As the data amounts to already several 10000 lines and might some day exceed the lines-per-worksheet limit of excel, I want these calculations to run outside of a worksheet. Also it should perform better.
Currently I'm thinking of a Quicksort of first and second data and then comparing the data sets per key/line. Using the result of the comparison to subsequently format the cells accordingly.
Question
I'd just love to know, whether I should use:
List OR Array OR Collection OR Dictionary
OF Lists OR Arrays OR Collections OR Dictionaries
I have as of now been unable to determine the differences in codability and performance between this 16 possibilities. Currently I'm implementing an Array OF Arrays approach, constantly wondering whether this makes sense at all?
Thanks in advance, appreciate your input and wisdom!
Some time ago, I had the same problem with the macro of a client.

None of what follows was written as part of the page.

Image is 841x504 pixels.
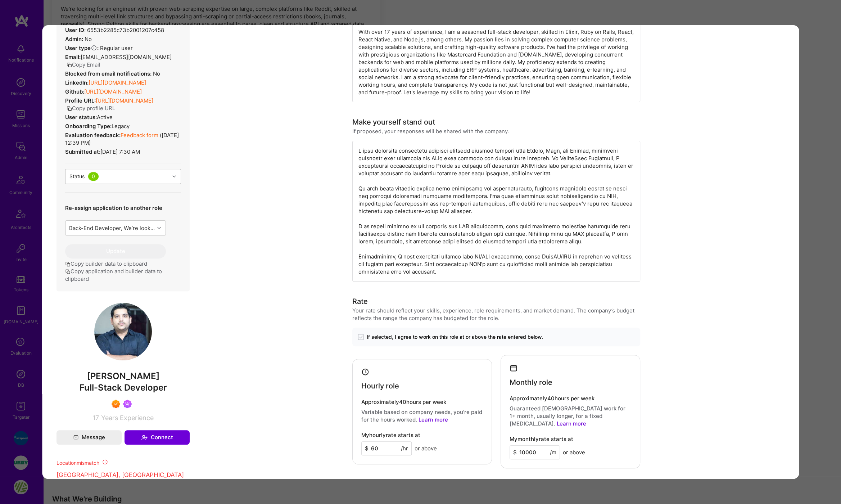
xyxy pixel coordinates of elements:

Additionally to the really big number of rows (over 50000 and growing), it had the problem of being tremendously slow from certain row number (around 5000) when a "standard approach" was taken, that is, the inputs for the calculations on each row were read from the same worksheet (a couple of rows above); this process of reading and writing was what made the process slower and slower (apparently, Excel starts from row 1 and the lower is the row, the longer it takes to reach there).
I improved this situation by relying on two different solutions: firstly, setting a maximum number of rows per worksheet, once reached, a new worksheet was created and the reading/writing continued there (from the first rows). The other change was moving the reading/writing in Excel to reading from temporary .txt files and writing to Excel (all the lines were read right at the start to populate the files). These two modifications improved the speed a lot (from half an hour to a couple of minutes).
Regarding your question, I wouldn't rely too much on arrays with a macro (although I am not sure about how much information contains each of these 10000 lines); but I guess that this is a personal decision. I don't like collections too much because of being less efficient than arrays; and same thing for dictionaries.
I hope that this "short" comment will be of any help.